The critical radar antenna on the Jupiter-bound spacecraft is no longer obstructed
Cape Canaveral, Florida. The critical radar antenna on the Jupiter-bound Europa spacecraft is no longer jammed.
Air traffic controllers in Germany released the 52-foot (16-meter) antenna on Friday after nearly a month of trying.
The European Space Agency’s Jupiter IC Moons Explorer satellite, nicknamed Juicy, blasted off in April on a decade-long journey. Shortly after launch, a small pin refused to budge, preventing the antenna from opening fully.
The controllers tried to shake the spacecraft to warm it up. Wiggling backwards finally did the trick.
It is suspected that the radar antenna harbors underground oceans and the possibility of life under the icy crusts of three of Jupiter’s moons. Those moons are Callisto, Europa, and Ganymede, the largest moon in the solar system.
The juice will try to spin around Ganymede. No spacecraft other than the Moon has ever orbited the Moon.
The news is not good for NASA’s Lunar Flashlight spacecraft. After months of failed attempts to get a CubeSat into lunar orbit, the space agency departed Friday.
The Lunar Flashlight was launched in December and is supposed to hunt ice in the dark craters of the Moon’s south pole. Now it is heading back toward Earth and then into deep space, continuing to orbit the sun.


▶ [GOAL OF THE EXERCISE] From the records, return each line that has the word "right" in it.

Figure dataset records:
+++++
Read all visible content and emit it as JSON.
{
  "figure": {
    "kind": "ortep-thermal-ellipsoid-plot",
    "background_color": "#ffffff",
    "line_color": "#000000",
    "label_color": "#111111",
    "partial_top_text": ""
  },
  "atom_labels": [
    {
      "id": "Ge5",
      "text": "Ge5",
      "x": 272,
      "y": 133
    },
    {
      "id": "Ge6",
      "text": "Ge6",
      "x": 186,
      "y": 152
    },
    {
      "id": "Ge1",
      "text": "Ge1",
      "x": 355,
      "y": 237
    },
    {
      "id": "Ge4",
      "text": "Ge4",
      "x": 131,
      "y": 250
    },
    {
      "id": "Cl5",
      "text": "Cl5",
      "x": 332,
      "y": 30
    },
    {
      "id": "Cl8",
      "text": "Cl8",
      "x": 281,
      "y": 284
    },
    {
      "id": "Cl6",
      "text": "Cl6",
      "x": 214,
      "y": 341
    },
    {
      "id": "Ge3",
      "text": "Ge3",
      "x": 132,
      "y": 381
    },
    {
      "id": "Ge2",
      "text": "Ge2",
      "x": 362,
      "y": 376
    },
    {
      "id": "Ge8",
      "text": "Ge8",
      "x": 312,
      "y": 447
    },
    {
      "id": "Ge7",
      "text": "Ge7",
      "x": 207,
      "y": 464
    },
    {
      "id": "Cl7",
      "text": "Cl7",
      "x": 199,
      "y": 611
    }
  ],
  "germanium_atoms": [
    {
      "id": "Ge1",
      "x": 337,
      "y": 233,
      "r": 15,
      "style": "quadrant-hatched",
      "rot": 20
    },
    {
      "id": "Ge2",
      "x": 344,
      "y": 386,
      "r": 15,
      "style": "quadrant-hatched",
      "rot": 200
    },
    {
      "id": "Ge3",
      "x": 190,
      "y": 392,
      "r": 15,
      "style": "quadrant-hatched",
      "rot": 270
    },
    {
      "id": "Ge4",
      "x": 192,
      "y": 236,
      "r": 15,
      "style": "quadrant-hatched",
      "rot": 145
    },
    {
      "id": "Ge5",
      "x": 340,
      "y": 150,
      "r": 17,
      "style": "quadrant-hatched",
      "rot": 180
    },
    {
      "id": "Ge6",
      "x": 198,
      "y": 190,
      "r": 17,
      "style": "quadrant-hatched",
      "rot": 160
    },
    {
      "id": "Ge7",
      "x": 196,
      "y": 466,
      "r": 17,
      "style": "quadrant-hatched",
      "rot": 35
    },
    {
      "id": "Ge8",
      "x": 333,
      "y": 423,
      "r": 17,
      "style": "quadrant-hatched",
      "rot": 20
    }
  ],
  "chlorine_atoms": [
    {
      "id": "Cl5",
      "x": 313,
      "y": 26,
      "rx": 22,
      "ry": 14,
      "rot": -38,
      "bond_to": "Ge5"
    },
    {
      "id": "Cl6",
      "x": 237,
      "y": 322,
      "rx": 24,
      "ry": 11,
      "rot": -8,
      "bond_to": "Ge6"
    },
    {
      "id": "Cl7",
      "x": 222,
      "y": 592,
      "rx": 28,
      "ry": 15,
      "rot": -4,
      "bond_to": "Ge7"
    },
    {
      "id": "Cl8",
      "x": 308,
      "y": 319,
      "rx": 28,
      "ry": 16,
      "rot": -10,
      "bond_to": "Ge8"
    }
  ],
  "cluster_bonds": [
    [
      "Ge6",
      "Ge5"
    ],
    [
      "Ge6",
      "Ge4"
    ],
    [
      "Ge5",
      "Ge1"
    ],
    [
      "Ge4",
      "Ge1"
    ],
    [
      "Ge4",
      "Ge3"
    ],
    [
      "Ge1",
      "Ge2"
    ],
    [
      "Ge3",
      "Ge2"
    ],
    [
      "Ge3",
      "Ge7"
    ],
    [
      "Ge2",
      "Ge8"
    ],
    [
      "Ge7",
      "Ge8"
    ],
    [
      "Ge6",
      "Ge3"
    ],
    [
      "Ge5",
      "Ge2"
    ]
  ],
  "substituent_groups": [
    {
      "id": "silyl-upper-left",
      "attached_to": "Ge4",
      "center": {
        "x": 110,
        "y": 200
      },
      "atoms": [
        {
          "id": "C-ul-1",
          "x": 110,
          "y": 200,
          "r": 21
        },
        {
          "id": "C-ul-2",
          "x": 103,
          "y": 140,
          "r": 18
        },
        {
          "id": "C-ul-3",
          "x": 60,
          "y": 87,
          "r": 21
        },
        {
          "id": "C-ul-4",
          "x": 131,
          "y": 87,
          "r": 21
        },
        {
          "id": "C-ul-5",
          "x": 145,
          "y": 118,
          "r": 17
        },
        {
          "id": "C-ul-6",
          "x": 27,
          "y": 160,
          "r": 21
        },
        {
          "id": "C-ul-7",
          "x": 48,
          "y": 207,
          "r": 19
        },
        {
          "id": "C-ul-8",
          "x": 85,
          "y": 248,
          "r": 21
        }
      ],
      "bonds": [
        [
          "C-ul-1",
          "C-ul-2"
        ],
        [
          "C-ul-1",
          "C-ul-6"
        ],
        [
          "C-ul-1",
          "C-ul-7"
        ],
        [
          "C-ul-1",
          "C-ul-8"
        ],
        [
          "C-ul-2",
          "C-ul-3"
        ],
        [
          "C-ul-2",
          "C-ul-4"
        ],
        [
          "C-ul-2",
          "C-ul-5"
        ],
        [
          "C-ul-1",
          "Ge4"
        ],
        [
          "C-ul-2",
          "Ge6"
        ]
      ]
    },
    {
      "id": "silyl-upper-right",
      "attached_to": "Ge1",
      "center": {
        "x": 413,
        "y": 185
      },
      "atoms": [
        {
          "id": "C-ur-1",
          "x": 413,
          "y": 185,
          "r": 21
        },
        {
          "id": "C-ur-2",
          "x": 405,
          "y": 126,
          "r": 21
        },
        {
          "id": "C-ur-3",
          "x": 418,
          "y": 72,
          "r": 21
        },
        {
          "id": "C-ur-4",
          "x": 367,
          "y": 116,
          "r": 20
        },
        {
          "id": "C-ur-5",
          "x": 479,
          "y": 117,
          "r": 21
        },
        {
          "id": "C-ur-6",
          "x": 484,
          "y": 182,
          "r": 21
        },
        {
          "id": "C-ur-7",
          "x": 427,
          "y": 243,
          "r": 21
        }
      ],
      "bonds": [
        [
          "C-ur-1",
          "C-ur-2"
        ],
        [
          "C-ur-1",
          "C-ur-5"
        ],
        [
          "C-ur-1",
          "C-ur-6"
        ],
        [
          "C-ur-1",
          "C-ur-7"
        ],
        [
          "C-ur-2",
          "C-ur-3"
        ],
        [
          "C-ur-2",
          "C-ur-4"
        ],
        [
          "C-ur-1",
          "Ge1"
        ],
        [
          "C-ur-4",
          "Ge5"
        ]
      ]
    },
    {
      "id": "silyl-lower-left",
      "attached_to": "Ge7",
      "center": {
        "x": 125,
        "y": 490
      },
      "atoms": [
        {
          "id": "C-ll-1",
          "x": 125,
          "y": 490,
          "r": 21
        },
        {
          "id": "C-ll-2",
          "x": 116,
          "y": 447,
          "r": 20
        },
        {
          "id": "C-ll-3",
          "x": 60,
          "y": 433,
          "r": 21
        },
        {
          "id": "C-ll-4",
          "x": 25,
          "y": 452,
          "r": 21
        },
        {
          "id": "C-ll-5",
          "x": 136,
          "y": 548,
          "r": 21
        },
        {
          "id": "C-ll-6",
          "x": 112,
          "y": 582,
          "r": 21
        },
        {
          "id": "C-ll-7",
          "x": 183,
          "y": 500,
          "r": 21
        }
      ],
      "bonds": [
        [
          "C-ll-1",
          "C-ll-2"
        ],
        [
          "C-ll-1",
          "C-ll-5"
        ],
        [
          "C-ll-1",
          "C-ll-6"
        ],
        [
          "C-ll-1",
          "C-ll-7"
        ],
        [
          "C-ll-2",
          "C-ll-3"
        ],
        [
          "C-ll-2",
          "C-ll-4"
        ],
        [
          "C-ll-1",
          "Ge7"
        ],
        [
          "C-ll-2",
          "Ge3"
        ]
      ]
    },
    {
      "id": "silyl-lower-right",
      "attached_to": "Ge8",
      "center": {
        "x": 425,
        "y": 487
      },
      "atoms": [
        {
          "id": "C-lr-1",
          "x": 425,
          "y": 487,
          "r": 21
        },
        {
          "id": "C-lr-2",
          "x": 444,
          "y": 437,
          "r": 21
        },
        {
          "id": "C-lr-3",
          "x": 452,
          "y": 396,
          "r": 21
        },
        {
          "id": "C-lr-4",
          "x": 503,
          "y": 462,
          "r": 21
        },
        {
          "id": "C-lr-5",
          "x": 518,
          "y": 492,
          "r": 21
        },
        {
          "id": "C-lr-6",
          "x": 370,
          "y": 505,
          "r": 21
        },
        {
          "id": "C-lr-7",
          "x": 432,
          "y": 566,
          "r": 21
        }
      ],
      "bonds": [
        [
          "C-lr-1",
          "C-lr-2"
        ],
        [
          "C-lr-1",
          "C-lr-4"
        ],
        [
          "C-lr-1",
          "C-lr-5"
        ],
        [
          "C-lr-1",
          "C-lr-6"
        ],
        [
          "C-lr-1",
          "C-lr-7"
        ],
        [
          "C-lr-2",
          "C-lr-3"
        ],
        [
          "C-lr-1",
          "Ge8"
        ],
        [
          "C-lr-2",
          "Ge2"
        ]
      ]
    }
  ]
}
+++++
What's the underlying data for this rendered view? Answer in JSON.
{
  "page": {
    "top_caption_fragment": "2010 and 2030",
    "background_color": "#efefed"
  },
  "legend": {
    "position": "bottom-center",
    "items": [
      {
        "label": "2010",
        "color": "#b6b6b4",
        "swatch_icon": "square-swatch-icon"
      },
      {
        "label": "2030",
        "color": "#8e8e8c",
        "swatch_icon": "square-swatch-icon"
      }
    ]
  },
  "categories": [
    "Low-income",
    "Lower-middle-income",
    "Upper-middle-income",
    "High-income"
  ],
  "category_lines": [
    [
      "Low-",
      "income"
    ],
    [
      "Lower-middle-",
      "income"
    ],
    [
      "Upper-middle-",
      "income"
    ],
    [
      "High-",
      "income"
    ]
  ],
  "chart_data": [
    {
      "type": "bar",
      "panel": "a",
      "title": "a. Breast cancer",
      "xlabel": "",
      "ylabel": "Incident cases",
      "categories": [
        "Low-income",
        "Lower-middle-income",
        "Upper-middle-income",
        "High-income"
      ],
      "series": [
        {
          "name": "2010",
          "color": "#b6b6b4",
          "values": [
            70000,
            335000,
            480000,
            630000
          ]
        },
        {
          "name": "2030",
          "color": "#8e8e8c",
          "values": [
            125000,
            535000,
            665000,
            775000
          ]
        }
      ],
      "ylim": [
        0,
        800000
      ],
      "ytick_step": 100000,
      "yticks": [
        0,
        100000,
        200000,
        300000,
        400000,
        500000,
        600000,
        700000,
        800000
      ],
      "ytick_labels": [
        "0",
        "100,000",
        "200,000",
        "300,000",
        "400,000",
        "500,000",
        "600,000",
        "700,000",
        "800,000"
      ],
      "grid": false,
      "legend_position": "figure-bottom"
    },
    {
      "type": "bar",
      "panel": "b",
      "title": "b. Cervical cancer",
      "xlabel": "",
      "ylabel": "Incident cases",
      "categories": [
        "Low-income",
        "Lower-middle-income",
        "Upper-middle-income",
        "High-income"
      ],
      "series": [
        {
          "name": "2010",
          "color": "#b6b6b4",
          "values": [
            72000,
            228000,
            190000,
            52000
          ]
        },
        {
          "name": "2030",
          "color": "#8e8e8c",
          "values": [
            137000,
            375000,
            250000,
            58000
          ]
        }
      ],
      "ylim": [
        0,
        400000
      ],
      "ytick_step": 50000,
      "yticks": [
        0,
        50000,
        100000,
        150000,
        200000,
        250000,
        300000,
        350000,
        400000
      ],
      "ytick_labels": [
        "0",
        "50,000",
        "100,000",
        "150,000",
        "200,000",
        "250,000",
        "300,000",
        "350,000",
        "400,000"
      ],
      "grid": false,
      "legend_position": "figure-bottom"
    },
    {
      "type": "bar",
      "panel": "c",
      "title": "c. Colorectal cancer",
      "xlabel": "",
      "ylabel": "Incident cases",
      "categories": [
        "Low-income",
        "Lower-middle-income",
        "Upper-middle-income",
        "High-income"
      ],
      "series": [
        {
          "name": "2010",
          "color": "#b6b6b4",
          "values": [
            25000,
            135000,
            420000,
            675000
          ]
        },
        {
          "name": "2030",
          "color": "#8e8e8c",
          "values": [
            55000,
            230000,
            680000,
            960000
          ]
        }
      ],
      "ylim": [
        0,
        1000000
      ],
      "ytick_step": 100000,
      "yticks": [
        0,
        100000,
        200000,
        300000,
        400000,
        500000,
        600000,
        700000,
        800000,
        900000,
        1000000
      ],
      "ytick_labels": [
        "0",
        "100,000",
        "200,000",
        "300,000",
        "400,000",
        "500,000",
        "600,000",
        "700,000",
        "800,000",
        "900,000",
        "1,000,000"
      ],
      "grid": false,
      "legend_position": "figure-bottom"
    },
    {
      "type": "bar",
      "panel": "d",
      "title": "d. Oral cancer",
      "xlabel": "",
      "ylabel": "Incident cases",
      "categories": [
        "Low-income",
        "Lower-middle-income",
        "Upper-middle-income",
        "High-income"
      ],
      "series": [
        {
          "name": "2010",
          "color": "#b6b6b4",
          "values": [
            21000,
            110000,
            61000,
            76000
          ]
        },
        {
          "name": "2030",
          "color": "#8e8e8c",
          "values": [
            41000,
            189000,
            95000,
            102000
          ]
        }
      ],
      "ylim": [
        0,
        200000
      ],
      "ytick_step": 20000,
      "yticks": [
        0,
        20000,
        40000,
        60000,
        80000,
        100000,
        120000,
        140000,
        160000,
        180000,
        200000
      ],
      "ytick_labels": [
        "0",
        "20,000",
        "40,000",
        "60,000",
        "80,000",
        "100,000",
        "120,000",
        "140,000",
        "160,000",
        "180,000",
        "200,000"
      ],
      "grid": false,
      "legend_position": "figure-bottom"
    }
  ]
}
+++++
▶ [TASK RESPONSE]
      "id": "silyl-upper-right",
      "id": "silyl-lower-right",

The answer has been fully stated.